32
JS96
2y

Pro tip: never try to convert the date (formatted as "yyMMddHHmm") in an int32.
It will stop working in 2022. 😉

I just found out I accidentally invented the "2022 bug" two years ago.

Comments
  • 20
    Microsoft can claim prior art on that one.
  • 3
    What possible reason would you have to do that anyways?
  • 5
    Why not just encode seconds (even milliseconds) since before the big bang in an int64?
  • 1
    The reason was very stupid, and the solution to the initial problem that caused the error even more.
    We generate a record ID based on different selections made by the user plus the date and time ("yyMMddHHmm"). Which is far from perfect from the beginning but I'm not the one that invented it and the software is 20 years old and widely used, so it's too late to change everything.

    It was reported that some clients were able to input the same data more than once under 1 minute, so the generated IDs were duplicates causing error messages and forcing the user to input the data again and have to wait more than 1 minute every time. It's a very stupid case which nobody expected (that function shouldn't be used so much with the same data but somehow somebody managed to do it).
    A really fast solution was to convert that part of the string to int and increment it in a loop until an unique ID is available (the other parts of the string can't be changed). I never counted the digits to realize it's exactly 10, and that the 1st January 2022 converted is greater than 2.147.483.647, the int32 limit (in fact is 2.201.010.000, 31st December 2021 is 2.112.310.000, so the issue has been found only now).
  • 10
    @Demolishun I personally always use mouse heartbeats (MHB) since the previous full moon, then full moons since the last winter solstice point of an El Niño warm phase of the southern oscillation of the oceans, then the number of El Niños since the last perihelion of the Kobayashi Comet, starting at its closest point to the sun in 1972.

    So it's currently 2 Kobayashi, 7 El Niño, 38 Moon, 13088725 MHB.

    I'm pretty excited about this year, because Kobayashi will return in only 4 moons and 24012000 MHBs, right after a full eclipse!

    Super convenient, once you get used to it...

    Also, you don't need to carry a watch anymore, I just look up at the sky at night, use my finger to feel the moisture levels of the jetstream between the tropopause and the Ferrel cell, and then of course I check my atomic pocket mouse which has been carefully calibrated to 575bpm.
  • 3
    @bittersweet Just as long as you store in int64 I am good.
  • 5
    @Demolishun Well when I store it digitally I convert it to thousands of each rotation of Hessel's pulsar, which is 100M years old and pulses 716.3555 times per second...

    So sadly I'm 3 bits short when using int64.
  • 3
    @bittersweet You might be a few bits short, but it isn't the int64 that is short those bits.
  • 0
  • 1
    @JS96 any id with meaning is stupid. Causes side effects and even dumber hacks using it.
    1. you should have just created a new id along side (no longer guarantee uniqueness and deprecate the crappy one)
    2. Could have done the same trick with just parsing the date/time and increase that. Benefit is that it remains a valid time (and not get 61+ min) even though it lies about the time anyway and may break stuff that is not future proof.
  • 1
    @hjk101 I totally agree, the whole system was poorly made unfortunately. It's something I would never even thought about.
    Anyway, the date and time part was only to generate "unique" IDs, but it failed, so having 61+ minutes is not an issue in this particular case.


| Work request |
An exact transcription of each entry below is required, without any pictures.

| Figure collection entries |
........

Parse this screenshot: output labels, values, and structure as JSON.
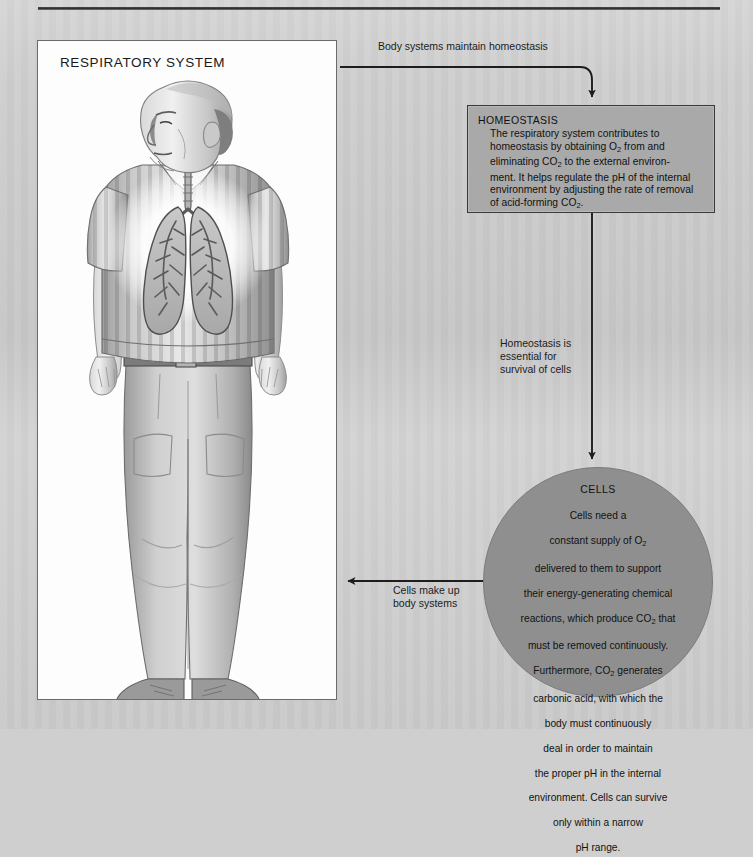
{
  "page": {
    "background_color": "#cdcdcd",
    "rule_color": "#333333"
  },
  "illustration": {
    "title": "RESPIRATORY SYSTEM",
    "panel_background": "#fdfdfd",
    "border_color": "#6b6b6b",
    "subject": "man-with-lungs-illustration"
  },
  "connectors": {
    "top_label": "Body systems maintain homeostasis",
    "middle_label": "Homeostasis is\nessential for\nsurvival of cells",
    "bottom_label": "Cells make up\nbody systems"
  },
  "homeostasis": {
    "title": "HOMEOSTASIS",
    "body_line1": "The respiratory system contributes to",
    "body_line2_a": "homeostasis by obtaining O",
    "body_line2_sub": "2",
    "body_line2_b": " from and",
    "body_line3_a": "eliminating CO",
    "body_line3_sub": "2",
    "body_line3_b": " to the external environ-",
    "body_line4": "ment. It helps regulate the pH of the internal",
    "body_line5": "environment by adjusting the rate of removal",
    "body_line6_a": "of acid-forming CO",
    "body_line6_sub": "2",
    "body_line6_b": ".",
    "fill_color": "#a9a9a9",
    "border_color": "#3a3a3a"
  },
  "cells": {
    "title": "CELLS",
    "line1": "Cells need a",
    "line2_a": "constant supply of O",
    "line2_sub": "2",
    "line3": "delivered to them to support",
    "line4": "their energy-generating chemical",
    "line5_a": "reactions, which produce CO",
    "line5_sub": "2",
    "line5_b": " that",
    "line6": "must be removed continuously.",
    "line7_a": "Furthermore, CO",
    "line7_sub": "2",
    "line7_b": " generates",
    "line8": "carbonic acid, with which the",
    "line9": "body must continuously",
    "line10": "deal in order to maintain",
    "line11": "the proper pH in the internal",
    "line12": "environment. Cells can survive",
    "line13": "only within a narrow",
    "line14": "pH range.",
    "fill_color": "#8f8f8f"
  }
}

........

| Task response |
Parse this screenshot: output labels, values, and structure as JSON.
{
  "page": {
    "background_color": "#cdcdcd",
    "rule_color": "#333333"
  },
  "illustration": {
    "title": "RESPIRATORY SYSTEM",
    "panel_background": "#fdfdfd",
    "border_color": "#6b6b6b",
    "subject": "man-with-lungs-illustration"
  },
  "connectors": {
    "top_label": "Body systems maintain homeostasis",
    "middle_label": "Homeostasis is\nessential for\nsurvival of cells",
    "bottom_label": "Cells make up\nbody systems"
  },
  "homeostasis": {
    "title": "HOMEOSTASIS",
    "body_line1": "The respiratory system contributes to",
    "body_line2_a": "homeostasis by obtaining O",
    "body_line2_sub": "2",
    "body_line2_b": " from and",
    "body_line3_a": "eliminating CO",
    "body_line3_sub": "2",
    "body_line3_b": " to the external environ-",
    "body_line4": "ment. It helps regulate the pH of the internal",
    "body_line5": "environment by adjusting the rate of removal",
    "body_line6_a": "of acid-forming CO",
    "body_line6_sub": "2",
    "body_line6_b": ".",
    "fill_color": "#a9a9a9",
    "border_color": "#3a3a3a"
  },
  "cells": {
    "title": "CELLS",
    "line1": "Cells need a",
    "line2_a": "constant supply of O",
    "line2_sub": "2",
    "line3": "delivered to them to support",
    "line4": "their energy-generating chemical",
    "line5_a": "reactions, which produce CO",
    "line5_sub": "2",
    "line5_b": " that",
    "line6": "must be removed continuously.",
    "line7_a": "Furthermore, CO",
    "line7_sub": "2",
    "line7_b": " generates",
    "line8": "carbonic acid, with which the",
    "line9": "body must continuously",
    "line10": "deal in order to maintain",
    "line11": "the proper pH in the internal",
    "line12": "environment. Cells can survive",
    "line13": "only within a narrow",
    "line14": "pH range.",
    "fill_color": "#8f8f8f"
  }
}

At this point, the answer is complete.